Postictal State - Symptoms

Symptoms

Jerome Engel defines the postictal state as “manifestations of seizure-induced reversible alterations in neuronal function but not structure.” Following a seizure it is common to experience feelings of exhaustion, both mental and physical, that can last for a day or two. Patients’ most common complaint after a seizure is an inability to think clearly, specifically “poor attention and concentration, poor short term memory, decreased verbal and interactive skills, and a variety of cognitive defects specific to individuals.” This collection of symptoms is known as the postictal state, though the word postictal means nothing more than “after the seizure”.

Postictal migraines are a major complaint among epilepsy patients, and can have a variety of etiologies. One possible cause of these migraines is high intracranial pressure resulting from postictal cerebral edema. At times, patients may be unaware that they had a seizure, and the characteristic migraine is their only clue. Depression is also very common after a seizure.

Other symptoms associated with the postictal state are less common. Todd's paresis (TP) is a temporary regional loss of function in whatever region just experienced the seizure, and its manifestation depends on where the seizure was located. Loss of motor function is most common, and can range from weakness to full paralysis. About 6% of patients who had tonic-clonic seizures experienced TP afterward, with loss of motor function sometimes accompanied with temporary numbness, blindness, or deafness. TP can also cause anterograde amnesia if the seizure included the bilateral hippocampi, and aphasia if the seizures began in the language-dominant hemisphere. Symptoms typically lasts about 15 hours, but can last as long as 36 hours, and the clinician must resolve whether the loss of motor function is due to TP or ischemia.

Postictal psychosis (PP) is a rare but serious complication following seizures, characterized by auditory and visual hallucinations, delusions, paranoia, affective change, and aggression. Following the conclusion of the seizure, the patient feels the typical confusion and lethargy of the postictal state, and then gradually recovers to a normal state. This is called the lucid phase. In patients who experience PP, the lucid phase usually lasts between 2 hours and a week (usually more than 6 hours) before psychosis sets in. In about 12-50% of seizure patients, the lucid phase is followed by a period of psychosis that can last for 12 hours to more than 3 months (the mean is 9–10 days). This psychosis is treatable with standard antipsychotic drugs, and stops when the patient no longer experiences seizures.

Postictal bliss (PB) is also reported following seizures. This has been described as a highly blissful feeling associated with the emergence from amnesia.

Some of these postictal symptoms are almost always present for a period of a few hours to a day or two. In fact, confusion and lack of responsiveness after a seizure is so common and expected that if a patient doesn’t show these symptoms after a seizure, it can be a signal to clinicians that the event may not be an actual seizure at all. Usually such false seizures are instead related to syncope or have a psychogenic origin. The postictal state can also be useful for the clinician when determining the focus of the seizure. Decreased verbal memory (short term) tends to result from a seizure in the dominant hemisphere, whereas seizures in the nondominant hemisphere tend to manifest with decreased visual memory. Inability to read suggests seizure foci in the language areas of the speech-dominant hemisphere, and “after a seizure semivoluntary events as mundane as nose wiping tend to be done with the hand ipsilateral to the seizure focus.”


Word for word, give the data again without its pictures.

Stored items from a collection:
══════════════════════════════
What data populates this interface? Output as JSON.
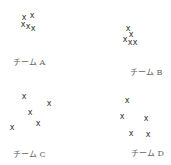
{
  "panels": [
    {
      "label": "チーム A",
      "label_pos": [
        13,
        58
      ],
      "marks": [
        [
          24,
          18
        ],
        [
          32,
          16
        ],
        [
          23,
          25
        ],
        [
          28,
          27
        ],
        [
          33,
          29
        ]
      ]
    },
    {
      "label": "チーム B",
      "label_pos": [
        130,
        68
      ],
      "marks": [
        [
          128,
          29
        ],
        [
          131,
          35
        ],
        [
          125,
          40
        ],
        [
          130,
          43
        ],
        [
          135,
          43
        ]
      ]
    },
    {
      "label": "チーム C",
      "label_pos": [
        13,
        150
      ],
      "marks": [
        [
          24,
          97
        ],
        [
          49,
          104
        ],
        [
          30,
          113
        ],
        [
          38,
          124
        ],
        [
          12,
          128
        ]
      ]
    },
    {
      "label": "チーム D",
      "label_pos": [
        131,
        149
      ],
      "marks": [
        [
          127,
          101
        ],
        [
          122,
          117
        ],
        [
          146,
          119
        ],
        [
          131,
          134
        ],
        [
          148,
          135
        ]
      ]
    }
  ],
  "mark_glyph": "x"
}
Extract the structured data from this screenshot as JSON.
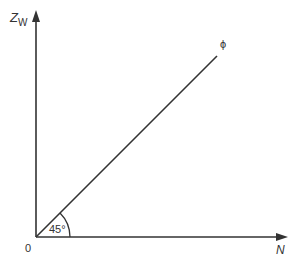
{
  "diagram": {
    "y_axis_label_main": "Z",
    "y_axis_label_sub": "W",
    "x_axis_label": "N",
    "origin_label": "0",
    "line_label": "ϕ",
    "angle_label": "45°",
    "angle_degrees": 45,
    "colors": {
      "stroke": "#333333",
      "text": "#333333",
      "background": "#ffffff"
    }
  }
}
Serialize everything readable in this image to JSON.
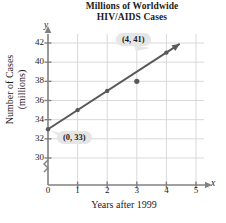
{
  "chart_data": {
    "type": "scatter",
    "title": "Millions of Worldwide HIV/AIDS Cases",
    "title_line1": "Millions of Worldwide",
    "title_line2": "HIV/AIDS Cases",
    "xlabel": "Years after 1999",
    "ylabel": "Number of Cases (millions)",
    "ylabel_line1": "Number of Cases",
    "ylabel_line2": "(millions)",
    "x_axis_letter": "x",
    "y_axis_letter": "y",
    "x": [
      0,
      1,
      2,
      3,
      4
    ],
    "values": [
      33,
      35,
      37,
      38,
      41
    ],
    "points": [
      {
        "x": 0,
        "y": 33,
        "on_line": true
      },
      {
        "x": 1,
        "y": 35,
        "on_line": true
      },
      {
        "x": 2,
        "y": 37,
        "on_line": true
      },
      {
        "x": 3,
        "y": 38,
        "on_line": false
      },
      {
        "x": 4,
        "y": 41,
        "on_line": true
      }
    ],
    "trend_line": {
      "intercept": 33,
      "slope": 2,
      "from_x": 0,
      "to_x": 4.45,
      "arrow": true
    },
    "xlim": [
      0,
      5
    ],
    "ylim": [
      29,
      43
    ],
    "xticks": [
      0,
      1,
      2,
      3,
      4,
      5
    ],
    "yticks": [
      30,
      32,
      34,
      36,
      38,
      40,
      42
    ],
    "xtick_labels": [
      "0",
      "1",
      "2",
      "3",
      "4",
      "5"
    ],
    "ytick_labels": [
      "30",
      "32",
      "34",
      "36",
      "38",
      "40",
      "42"
    ],
    "grid": true,
    "y_axis_break": true,
    "legend": null,
    "annotations": [
      {
        "name": "point-4-41",
        "text": "(4, 41)",
        "points_to": {
          "x": 4,
          "y": 41
        }
      },
      {
        "name": "point-0-33",
        "text": "(0, 33)",
        "points_to": {
          "x": 0,
          "y": 33
        }
      }
    ],
    "colors": {
      "line": "#595959",
      "marker": "#595959",
      "grid": "#d9d9d9",
      "axis": "#808080",
      "callout_bg": "#e6e6e6",
      "text": "#1c1c1c",
      "background": "#ffffff"
    }
  }
}
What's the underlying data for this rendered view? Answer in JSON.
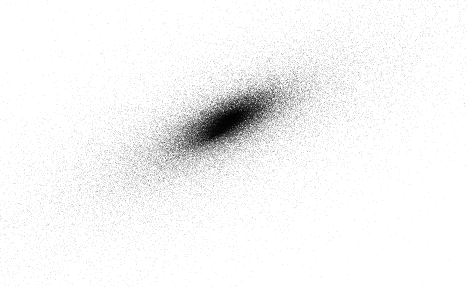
══════════════════════════════
§ SOLUTION BELOW:
What data populates this interface? Output as JSON.
{
  "panels": [
    {
      "label": "チーム A",
      "label_pos": [
        13,
        58
      ],
      "marks": [
        [
          24,
          18
        ],
        [
          32,
          16
        ],
        [
          23,
          25
        ],
        [
          28,
          27
        ],
        [
          33,
          29
        ]
      ]
    },
    {
      "label": "チーム B",
      "label_pos": [
        130,
        68
      ],
      "marks": [
        [
          128,
          29
        ],
        [
          131,
          35
        ],
        [
          125,
          40
        ],
        [
          130,
          43
        ],
        [
          135,
          43
        ]
      ]
    },
    {
      "label": "チーム C",
      "label_pos": [
        13,
        150
      ],
      "marks": [
        [
          24,
          97
        ],
        [
          49,
          104
        ],
        [
          30,
          113
        ],
        [
          38,
          124
        ],
        [
          12,
          128
        ]
      ]
    },
    {
      "label": "チーム D",
      "label_pos": [
        131,
        149
      ],
      "marks": [
        [
          127,
          101
        ],
        [
          122,
          117
        ],
        [
          146,
          119
        ],
        [
          131,
          134
        ],
        [
          148,
          135
        ]
      ]
    }
  ],
  "mark_glyph": "x"
}
Extract the structured data from this screenshot as JSON.
{
  "diagram": {
    "y_axis_label_main": "Z",
    "y_axis_label_sub": "W",
    "x_axis_label": "N",
    "origin_label": "0",
    "line_label": "ϕ",
    "angle_label": "45°",
    "angle_degrees": 45,
    "colors": {
      "stroke": "#333333",
      "text": "#333333",
      "background": "#ffffff"
    }
  }
}
Serialize everything readable in this image to JSON.
{
  "chart_data": {
    "type": "scatter",
    "title": "Millions of Worldwide HIV/AIDS Cases",
    "title_line1": "Millions of Worldwide",
    "title_line2": "HIV/AIDS Cases",
    "xlabel": "Years after 1999",
    "ylabel": "Number of Cases (millions)",
    "ylabel_line1": "Number of Cases",
    "ylabel_line2": "(millions)",
    "x_axis_letter": "x",
    "y_axis_letter": "y",
    "x": [
      0,
      1,
      2,
      3,
      4
    ],
    "values": [
      33,
      35,
      37,
      38,
      41
    ],
    "points": [
      {
        "x": 0,
        "y": 33,
        "on_line": true
      },
      {
        "x": 1,
        "y": 35,
        "on_line": true
      },
      {
        "x": 2,
        "y": 37,
        "on_line": true
      },
      {
        "x": 3,
        "y": 38,
        "on_line": false
      },
      {
        "x": 4,
        "y": 41,
        "on_line": true
      }
    ],
    "trend_line": {
      "intercept": 33,
      "slope": 2,
      "from_x": 0,
      "to_x": 4.45,
      "arrow": true
    },
    "xlim": [
      0,
      5
    ],
    "ylim": [
      29,
      43
    ],
    "xticks": [
      0,
      1,
      2,
      3,
      4,
      5
    ],
    "yticks": [
      30,
      32,
      34,
      36,
      38,
      40,
      42
    ],
    "xtick_labels": [
      "0",
      "1",
      "2",
      "3",
      "4",
      "5"
    ],
    "ytick_labels": [
      "30",
      "32",
      "34",
      "36",
      "38",
      "40",
      "42"
    ],
    "grid": true,
    "y_axis_break": true,
    "legend": null,
    "annotations": [
      {
        "name": "point-4-41",
        "text": "(4, 41)",
        "points_to": {
          "x": 4,
          "y": 41
        }
      },
      {
        "name": "point-0-33",
        "text": "(0, 33)",
        "points_to": {
          "x": 0,
          "y": 33
        }
      }
    ],
    "colors": {
      "line": "#595959",
      "marker": "#595959",
      "grid": "#d9d9d9",
      "axis": "#808080",
      "callout_bg": "#e6e6e6",
      "text": "#1c1c1c",
      "background": "#ffffff"
    }
  }
}
What's the underlying data for this rendered view? Answer in JSON.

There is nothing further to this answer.